Islands of Space - John W. Campbell (pdf to ebook reader TXT) 📗
- Author: John W. Campbell
Book online «Islands of Space - John W. Campbell (pdf to ebook reader TXT) 📗». Author John W. Campbell
Arcot opened the heavy relux door, leading the way into the next room, which was twice the size of the power room. The center of the floor was occupied by a heavy pedestal of lux metal upon which was a huge, relux-encased, double torus storage coil. There was a large switchboard at the opposite end, while around the room, in ordered groups, stood the familiar double coils, each five feet in diameter. The space within them was already darkening.
“Well,” said Arcot, senior, “that’s some battery of power coils, considering the amount of energy one can store. But what’s the big one for?”
“That’s the main space control,” the younger Arcot answered. “While our power is stored in the smaller ones, we can shoot it into this one, which, you will notice, is constructed slightly differently. Instead of holding the field within it, completely enclosed, the big one will affect all the space about it. We will then be enclosed in what might be called a hyperspace of our own making.”
“I see,” said his father. “You go into hyperspace and move at any speed you please. But how will you see where you’re going?”
“We won’t, as far as I know. I don’t expect to see a thing while we’re in that hyperspace. We’ll simply aim the ship in the direction we want to go and then go into hyperspace. The only thing we have to avoid is stars; their gravitational fields would drain the energy out of the apparatus and we’d end up in the center of a white-hot star. Meteors and such, we don’t have to worry about; their fields aren’t strong enough to drain the coils, and since we won’t be in normal space, we can’t hit them.”
The elder Morey looked worried. “If you can’t see your way back you’ll get lost! And you can’t radio back for help.”
“Worse than that!” said Arcot. “We couldn’t receive a signal of any kind after we get more than three hundred light years away; there weren’t any radios before that.
“What we’ll do is locate ourselves through the sun’s light. We’ll take photographs every so often and orient ourselves by them when we come back.”
“That sounds like an excellent method of stellar navigation,” agreed Morey senior. “Let’s see the rest of the ship.” He turned and walked toward the farther door.
The next room was the laboratory. On one side of the room was a complete physics lab and on the other was a well-stocked and well-equipped chemistry lab. They could perform many experiments here that no man had been able to perform due to lack of power. In this ship they had more generating facilities than all the power stations of Earth combined!
Arcot opened the next door. “This next room is the physics and chemistry storeroom. Here we have a duplicate—in some cases, six or seven duplicates—of every piece of apparatus on board, and plenty of material to make more. Actually, we have enough equipment to make a new ship out of what we have here. It would be a good deal smaller, but it would work.
“The greater part of our materials is stored in the curvature of the ship, where it will be easy to get at if necessary. All our water and food is there, and the emergency oxygen tanks.
“Now let’s take the stairway to the upper deck.”
The upper deck was the main living quarters. There were several small rooms on each side of the corridor down the center; at the extreme nose was the control room, and at the extreme stern was the observatory. The observatory was equipped with a small but exceedingly powerful telectroscope, developed from those the Nigrans had left on one of the deserted planets Sol had captured in return for the loss of Pluto to the Black Star. The arc commanded by the instrument was not great, but it was easy to turn the ship about, and most of their observations could be made without trouble.
Each of the men had a room of his own; there was a small galley and a library equipped with all the books the four men could think of as being useful. The books and all other equipment were clamped in place to keep them from flying around loose when the ship accelerated.
The control room at the nose was surrounded by a hemisphere of transparent lux metal which enabled them to see in every direction except directly behind, and even that blind spot could be covered by stationing a man in the observatory.
There were heat projectors and molecular ray projectors, each operated from the control room in the nose. To complete the armament, there were more projectors in the stern, controlled from the observatory, and a set on either side controlled from the library and the galley.
The ship was provisioned for two years—two years without stops. With the possibility of stopping on other planets, the four men could exist indefinitely in the ship.
After the two older men had been shown all through the intergalactic vessel, the elder Arcot turned to his old friend. “Morey, it looks as if it was time for us to leave the Ancient Mariner to her pilots!”
“I guess you’re right. Well—I’ll just say goodbye—but you all know there’s a lot more I could say.” Morey senior looked at them and started toward the airlock.
“Goodbye, son,” said the elder Arcot. “Goodbye, men. I’ll be expecting you any time within two years. We can have no warning, I suppose; your ship will outrace the radio beam. Goodbye.” Dr. Arcot joined his old friend and they went outside.
The heavy lux metal door slid into place behind them, and the thick plastic cushions sealed the entrance to the airlock.
The workmen and the other personnel around the ship cleared the area and stood well back from the great hull. The two older men waved to the men inside the ship.
Suddenly the ship trembled, and rose toward the sky.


▶ Your instructions
The records sit below. Return every line in them that holds the word "left".

▶ Dataset content
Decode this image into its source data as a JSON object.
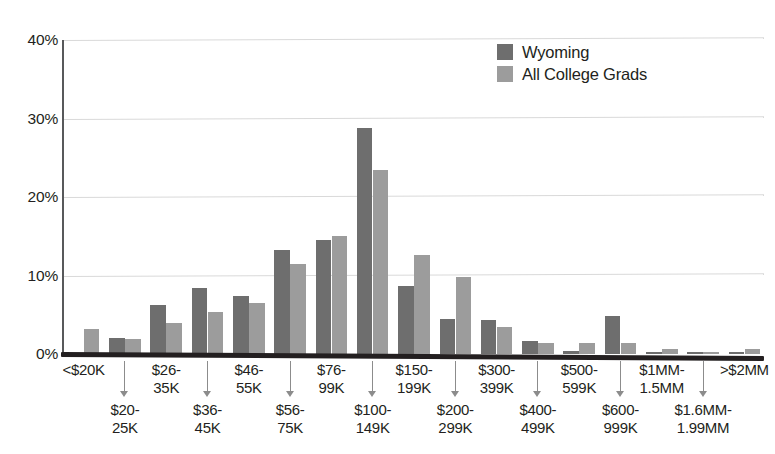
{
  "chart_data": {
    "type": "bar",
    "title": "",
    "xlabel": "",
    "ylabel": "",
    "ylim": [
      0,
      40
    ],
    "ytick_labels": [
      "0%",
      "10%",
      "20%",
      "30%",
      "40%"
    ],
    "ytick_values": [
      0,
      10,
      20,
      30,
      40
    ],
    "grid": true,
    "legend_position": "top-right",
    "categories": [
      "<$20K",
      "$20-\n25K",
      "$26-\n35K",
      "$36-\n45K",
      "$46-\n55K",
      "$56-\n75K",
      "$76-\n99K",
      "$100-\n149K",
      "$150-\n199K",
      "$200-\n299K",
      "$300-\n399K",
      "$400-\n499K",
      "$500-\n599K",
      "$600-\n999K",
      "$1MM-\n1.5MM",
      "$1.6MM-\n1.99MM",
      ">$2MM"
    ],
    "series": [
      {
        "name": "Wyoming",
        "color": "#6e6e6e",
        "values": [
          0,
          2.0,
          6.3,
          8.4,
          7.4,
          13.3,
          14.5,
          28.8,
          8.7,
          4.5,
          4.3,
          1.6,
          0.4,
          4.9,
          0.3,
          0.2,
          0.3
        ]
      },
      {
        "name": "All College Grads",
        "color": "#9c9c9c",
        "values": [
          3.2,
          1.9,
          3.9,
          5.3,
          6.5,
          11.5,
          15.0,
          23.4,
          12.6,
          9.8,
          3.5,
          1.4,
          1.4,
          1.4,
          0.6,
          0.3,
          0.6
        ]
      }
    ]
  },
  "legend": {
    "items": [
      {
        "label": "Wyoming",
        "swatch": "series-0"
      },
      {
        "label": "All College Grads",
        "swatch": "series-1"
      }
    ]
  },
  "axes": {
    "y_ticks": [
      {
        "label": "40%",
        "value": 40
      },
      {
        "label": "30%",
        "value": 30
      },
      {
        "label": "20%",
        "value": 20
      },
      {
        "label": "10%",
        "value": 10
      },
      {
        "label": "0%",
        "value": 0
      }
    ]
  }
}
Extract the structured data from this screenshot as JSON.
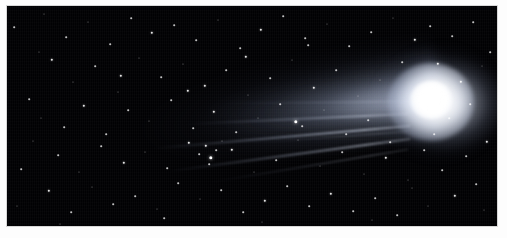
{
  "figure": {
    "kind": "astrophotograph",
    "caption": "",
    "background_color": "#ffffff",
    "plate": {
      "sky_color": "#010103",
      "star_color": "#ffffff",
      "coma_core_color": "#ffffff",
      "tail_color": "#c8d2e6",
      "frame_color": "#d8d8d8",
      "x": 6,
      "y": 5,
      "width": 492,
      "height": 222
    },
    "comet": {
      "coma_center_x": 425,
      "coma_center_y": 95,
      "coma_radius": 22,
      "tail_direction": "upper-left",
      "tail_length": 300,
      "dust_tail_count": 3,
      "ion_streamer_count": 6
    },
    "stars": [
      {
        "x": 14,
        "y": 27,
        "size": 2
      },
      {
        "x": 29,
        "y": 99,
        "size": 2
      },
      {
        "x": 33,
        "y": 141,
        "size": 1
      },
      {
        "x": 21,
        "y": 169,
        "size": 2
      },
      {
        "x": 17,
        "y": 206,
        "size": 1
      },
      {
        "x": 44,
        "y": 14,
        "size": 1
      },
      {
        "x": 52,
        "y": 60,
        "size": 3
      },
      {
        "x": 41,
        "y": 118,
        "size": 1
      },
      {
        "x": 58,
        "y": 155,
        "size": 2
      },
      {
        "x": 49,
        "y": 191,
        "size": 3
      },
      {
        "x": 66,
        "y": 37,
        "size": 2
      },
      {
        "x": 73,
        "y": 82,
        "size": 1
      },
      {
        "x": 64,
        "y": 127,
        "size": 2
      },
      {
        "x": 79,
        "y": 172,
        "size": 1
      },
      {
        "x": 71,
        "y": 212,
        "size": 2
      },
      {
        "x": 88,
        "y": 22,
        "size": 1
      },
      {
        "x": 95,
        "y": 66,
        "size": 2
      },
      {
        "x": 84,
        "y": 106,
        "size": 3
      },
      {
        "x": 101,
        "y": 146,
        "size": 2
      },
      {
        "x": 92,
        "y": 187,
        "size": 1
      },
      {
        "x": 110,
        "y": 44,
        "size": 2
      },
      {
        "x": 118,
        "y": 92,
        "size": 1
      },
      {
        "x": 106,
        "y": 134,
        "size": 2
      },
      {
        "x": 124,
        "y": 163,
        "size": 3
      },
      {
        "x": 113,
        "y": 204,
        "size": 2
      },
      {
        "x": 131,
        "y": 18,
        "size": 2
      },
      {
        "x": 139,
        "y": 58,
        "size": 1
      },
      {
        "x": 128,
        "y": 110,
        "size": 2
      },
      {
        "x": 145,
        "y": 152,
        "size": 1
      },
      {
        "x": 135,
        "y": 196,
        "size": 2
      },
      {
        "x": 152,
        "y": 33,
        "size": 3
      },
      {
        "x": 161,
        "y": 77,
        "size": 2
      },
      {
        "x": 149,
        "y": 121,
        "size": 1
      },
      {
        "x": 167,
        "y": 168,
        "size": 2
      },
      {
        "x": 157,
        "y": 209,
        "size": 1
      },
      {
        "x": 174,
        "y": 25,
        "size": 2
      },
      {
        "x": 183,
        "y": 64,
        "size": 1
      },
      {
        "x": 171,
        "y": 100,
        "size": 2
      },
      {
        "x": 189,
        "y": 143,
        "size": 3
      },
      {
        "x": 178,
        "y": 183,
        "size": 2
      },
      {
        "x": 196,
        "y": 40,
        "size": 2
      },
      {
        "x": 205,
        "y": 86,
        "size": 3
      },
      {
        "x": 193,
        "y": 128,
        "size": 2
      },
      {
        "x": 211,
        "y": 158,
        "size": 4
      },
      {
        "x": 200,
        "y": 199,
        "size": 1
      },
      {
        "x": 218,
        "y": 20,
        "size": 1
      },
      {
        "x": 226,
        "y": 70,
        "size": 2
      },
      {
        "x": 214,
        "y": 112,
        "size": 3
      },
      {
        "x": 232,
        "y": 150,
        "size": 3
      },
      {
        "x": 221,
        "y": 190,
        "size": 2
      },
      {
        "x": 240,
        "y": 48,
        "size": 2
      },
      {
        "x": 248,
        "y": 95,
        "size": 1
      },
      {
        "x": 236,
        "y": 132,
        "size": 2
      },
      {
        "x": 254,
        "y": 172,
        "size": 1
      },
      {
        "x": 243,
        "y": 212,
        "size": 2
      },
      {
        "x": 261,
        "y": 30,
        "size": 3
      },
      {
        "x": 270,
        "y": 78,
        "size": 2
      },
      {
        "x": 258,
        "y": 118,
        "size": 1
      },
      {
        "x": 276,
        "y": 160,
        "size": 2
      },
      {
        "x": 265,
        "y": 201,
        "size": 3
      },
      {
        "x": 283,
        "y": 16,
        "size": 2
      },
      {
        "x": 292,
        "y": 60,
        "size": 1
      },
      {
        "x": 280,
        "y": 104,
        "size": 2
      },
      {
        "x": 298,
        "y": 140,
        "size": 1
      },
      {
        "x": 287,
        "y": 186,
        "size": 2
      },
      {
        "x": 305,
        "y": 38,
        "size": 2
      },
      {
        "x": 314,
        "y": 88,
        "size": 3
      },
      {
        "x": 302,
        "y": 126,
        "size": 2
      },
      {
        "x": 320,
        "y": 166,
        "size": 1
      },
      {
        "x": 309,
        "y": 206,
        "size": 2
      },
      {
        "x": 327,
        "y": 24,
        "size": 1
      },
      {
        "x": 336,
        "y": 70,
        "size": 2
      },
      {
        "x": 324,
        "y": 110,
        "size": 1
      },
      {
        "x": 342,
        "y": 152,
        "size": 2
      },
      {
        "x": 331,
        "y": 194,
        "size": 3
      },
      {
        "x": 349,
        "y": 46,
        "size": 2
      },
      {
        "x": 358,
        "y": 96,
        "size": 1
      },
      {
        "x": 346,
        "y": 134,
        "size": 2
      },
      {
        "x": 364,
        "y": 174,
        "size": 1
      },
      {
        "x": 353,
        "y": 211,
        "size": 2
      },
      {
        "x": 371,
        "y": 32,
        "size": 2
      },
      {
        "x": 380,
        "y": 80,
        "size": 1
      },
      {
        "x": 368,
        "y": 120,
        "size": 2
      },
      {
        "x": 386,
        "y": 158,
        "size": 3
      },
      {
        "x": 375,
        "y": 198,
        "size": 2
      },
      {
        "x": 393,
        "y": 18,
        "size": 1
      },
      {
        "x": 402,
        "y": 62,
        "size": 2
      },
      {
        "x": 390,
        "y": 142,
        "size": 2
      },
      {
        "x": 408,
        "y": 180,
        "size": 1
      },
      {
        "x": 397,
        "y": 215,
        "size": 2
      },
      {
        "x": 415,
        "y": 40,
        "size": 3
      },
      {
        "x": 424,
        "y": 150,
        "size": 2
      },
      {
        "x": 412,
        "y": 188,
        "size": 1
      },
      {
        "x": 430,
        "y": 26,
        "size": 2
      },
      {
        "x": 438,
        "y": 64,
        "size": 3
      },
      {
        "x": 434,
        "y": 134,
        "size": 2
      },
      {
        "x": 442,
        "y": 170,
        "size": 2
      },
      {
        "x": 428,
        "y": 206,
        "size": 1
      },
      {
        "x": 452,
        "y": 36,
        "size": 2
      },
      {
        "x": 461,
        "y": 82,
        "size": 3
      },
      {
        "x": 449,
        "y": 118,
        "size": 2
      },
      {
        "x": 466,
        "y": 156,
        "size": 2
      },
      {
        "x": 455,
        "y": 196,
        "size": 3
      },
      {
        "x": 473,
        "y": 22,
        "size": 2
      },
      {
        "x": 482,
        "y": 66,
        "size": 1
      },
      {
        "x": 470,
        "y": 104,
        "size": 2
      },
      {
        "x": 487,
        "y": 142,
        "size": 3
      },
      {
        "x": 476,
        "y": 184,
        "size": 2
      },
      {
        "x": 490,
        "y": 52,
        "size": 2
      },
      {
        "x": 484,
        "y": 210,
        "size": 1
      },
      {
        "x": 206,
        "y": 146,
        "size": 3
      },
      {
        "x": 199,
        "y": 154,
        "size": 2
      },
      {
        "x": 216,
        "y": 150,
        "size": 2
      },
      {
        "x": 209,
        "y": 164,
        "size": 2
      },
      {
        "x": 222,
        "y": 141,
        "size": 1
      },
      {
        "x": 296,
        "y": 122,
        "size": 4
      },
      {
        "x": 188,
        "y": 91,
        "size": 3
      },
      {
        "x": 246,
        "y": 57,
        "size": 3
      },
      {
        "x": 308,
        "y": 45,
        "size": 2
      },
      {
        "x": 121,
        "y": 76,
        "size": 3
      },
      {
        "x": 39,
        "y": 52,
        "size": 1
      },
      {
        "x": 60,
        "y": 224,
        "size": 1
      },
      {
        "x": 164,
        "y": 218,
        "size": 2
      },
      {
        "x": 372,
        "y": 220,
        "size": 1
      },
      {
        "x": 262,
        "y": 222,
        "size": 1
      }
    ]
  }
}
...
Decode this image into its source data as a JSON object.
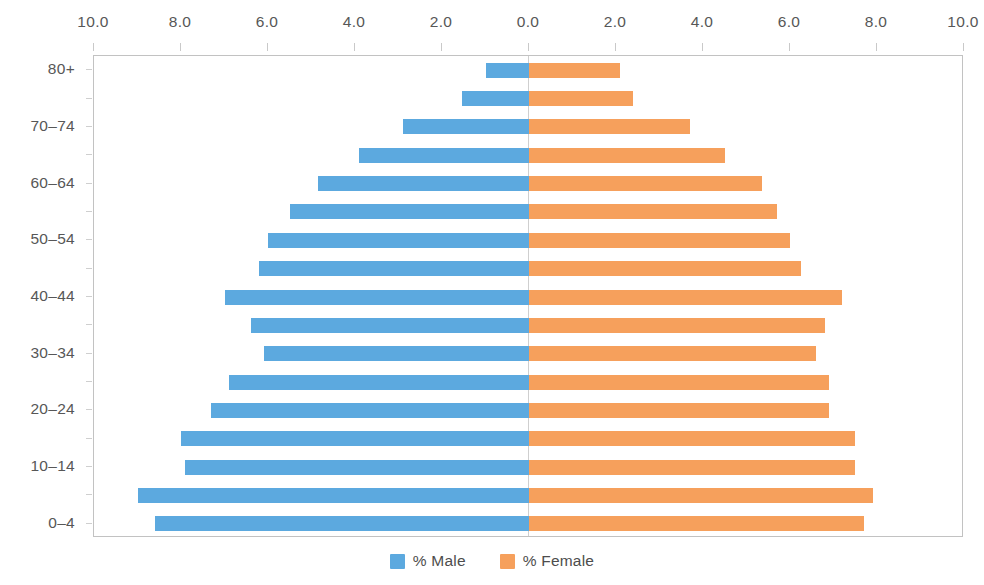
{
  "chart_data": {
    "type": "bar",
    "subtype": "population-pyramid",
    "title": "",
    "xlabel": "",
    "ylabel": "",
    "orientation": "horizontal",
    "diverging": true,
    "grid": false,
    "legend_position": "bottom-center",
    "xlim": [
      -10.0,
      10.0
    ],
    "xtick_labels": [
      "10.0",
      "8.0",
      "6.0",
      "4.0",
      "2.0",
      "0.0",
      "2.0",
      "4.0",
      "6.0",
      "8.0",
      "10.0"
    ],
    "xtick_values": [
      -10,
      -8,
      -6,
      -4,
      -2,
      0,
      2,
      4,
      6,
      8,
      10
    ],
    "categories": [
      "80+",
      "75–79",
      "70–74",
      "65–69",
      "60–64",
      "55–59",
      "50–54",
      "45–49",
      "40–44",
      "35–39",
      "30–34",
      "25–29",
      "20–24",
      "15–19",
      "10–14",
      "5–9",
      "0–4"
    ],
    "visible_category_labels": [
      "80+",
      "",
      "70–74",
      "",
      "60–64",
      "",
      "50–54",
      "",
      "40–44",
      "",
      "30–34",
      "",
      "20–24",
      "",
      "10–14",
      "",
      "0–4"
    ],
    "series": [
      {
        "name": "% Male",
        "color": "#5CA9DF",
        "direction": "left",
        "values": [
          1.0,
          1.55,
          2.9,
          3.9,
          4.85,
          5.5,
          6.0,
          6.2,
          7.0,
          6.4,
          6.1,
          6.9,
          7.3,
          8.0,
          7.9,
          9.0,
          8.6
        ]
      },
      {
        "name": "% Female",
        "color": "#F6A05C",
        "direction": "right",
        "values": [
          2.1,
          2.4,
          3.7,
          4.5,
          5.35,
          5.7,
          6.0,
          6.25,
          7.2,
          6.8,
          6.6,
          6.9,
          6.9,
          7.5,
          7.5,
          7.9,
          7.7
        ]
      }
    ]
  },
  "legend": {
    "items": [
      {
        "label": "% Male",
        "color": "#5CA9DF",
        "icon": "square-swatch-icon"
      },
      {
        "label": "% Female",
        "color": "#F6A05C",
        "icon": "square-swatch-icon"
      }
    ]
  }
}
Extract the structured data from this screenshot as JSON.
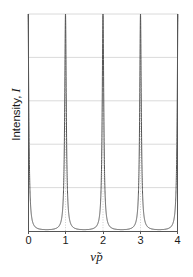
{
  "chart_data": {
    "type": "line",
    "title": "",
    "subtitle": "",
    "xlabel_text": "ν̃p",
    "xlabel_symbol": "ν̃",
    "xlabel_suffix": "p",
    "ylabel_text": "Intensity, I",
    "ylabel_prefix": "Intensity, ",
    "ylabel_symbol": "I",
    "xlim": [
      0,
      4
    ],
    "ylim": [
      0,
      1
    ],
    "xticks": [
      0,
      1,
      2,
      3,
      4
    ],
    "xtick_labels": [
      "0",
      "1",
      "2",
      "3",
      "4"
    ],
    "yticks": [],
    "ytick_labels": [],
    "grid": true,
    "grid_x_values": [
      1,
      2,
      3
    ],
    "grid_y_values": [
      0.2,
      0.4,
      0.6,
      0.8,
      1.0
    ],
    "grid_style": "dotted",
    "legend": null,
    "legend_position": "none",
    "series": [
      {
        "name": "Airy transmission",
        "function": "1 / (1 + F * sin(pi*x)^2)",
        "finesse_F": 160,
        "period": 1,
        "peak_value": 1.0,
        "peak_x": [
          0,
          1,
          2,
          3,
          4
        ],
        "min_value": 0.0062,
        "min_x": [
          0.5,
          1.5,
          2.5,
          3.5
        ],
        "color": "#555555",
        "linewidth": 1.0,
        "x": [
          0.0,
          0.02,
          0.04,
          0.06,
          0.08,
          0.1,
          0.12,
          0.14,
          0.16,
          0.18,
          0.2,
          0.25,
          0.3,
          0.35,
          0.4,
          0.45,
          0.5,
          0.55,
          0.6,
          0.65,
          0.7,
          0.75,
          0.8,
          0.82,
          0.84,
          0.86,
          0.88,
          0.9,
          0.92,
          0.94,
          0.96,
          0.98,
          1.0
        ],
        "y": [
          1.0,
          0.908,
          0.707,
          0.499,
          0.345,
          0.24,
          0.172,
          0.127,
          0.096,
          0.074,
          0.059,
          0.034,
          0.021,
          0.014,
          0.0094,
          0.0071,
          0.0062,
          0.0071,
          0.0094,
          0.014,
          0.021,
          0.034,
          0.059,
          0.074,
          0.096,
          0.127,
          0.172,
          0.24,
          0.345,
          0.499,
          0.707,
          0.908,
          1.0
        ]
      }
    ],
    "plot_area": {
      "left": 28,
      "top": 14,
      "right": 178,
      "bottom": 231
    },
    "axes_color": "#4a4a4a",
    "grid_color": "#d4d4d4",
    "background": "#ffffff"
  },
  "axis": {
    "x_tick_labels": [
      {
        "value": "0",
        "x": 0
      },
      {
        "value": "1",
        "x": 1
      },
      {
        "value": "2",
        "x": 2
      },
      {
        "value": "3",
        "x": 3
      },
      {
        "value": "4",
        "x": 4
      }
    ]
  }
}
* * *
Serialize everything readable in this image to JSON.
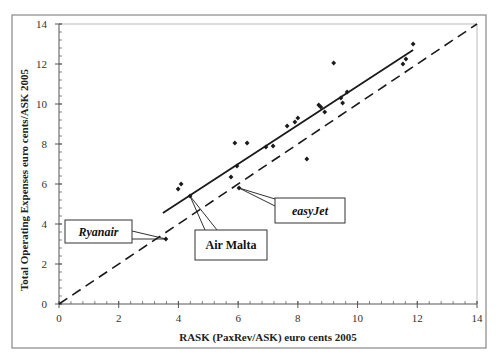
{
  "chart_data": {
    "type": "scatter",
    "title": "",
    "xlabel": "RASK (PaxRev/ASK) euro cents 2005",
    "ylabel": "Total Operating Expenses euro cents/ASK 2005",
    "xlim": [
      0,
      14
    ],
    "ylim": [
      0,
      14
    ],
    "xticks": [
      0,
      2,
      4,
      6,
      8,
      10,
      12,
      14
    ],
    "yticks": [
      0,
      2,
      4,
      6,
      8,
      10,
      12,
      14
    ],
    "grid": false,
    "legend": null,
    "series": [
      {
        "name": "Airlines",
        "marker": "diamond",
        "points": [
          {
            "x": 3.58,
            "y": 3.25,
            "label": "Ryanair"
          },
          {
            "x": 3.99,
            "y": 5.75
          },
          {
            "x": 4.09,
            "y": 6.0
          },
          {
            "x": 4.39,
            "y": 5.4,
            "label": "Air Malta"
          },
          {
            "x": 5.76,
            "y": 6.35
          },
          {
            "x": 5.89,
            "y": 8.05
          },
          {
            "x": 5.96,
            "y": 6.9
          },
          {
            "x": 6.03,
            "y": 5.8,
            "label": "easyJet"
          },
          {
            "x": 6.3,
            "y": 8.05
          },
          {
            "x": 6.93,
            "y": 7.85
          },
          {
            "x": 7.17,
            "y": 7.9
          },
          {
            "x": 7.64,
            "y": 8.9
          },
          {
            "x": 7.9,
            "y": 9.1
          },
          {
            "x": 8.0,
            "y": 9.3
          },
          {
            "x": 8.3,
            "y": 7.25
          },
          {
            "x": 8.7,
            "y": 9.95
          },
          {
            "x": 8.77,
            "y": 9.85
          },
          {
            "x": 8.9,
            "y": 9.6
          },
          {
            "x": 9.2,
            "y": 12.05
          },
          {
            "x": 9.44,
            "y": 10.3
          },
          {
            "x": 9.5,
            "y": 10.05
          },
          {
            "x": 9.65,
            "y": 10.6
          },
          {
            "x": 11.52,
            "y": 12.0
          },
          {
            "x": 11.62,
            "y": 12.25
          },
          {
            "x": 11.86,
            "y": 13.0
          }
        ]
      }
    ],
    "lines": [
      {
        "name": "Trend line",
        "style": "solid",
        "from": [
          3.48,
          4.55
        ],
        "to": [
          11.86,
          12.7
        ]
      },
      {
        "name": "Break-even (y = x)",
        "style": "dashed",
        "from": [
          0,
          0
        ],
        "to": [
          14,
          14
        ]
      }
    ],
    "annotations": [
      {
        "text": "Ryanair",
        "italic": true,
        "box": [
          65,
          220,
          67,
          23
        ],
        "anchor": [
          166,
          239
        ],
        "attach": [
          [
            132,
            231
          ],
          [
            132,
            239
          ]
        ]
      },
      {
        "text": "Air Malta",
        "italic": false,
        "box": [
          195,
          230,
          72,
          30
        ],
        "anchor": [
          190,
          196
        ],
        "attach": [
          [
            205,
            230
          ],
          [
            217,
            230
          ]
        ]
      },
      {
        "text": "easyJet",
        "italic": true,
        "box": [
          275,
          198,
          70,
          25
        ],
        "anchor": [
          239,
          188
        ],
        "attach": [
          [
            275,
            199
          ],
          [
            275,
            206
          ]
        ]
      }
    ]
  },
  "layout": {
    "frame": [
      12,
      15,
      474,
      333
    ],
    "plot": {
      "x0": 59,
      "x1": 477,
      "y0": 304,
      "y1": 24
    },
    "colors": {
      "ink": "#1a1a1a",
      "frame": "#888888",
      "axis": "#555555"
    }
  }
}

▶ Exercise output
      "tail_direction": "upper-left",
        "direction": "left",
      "left": 28,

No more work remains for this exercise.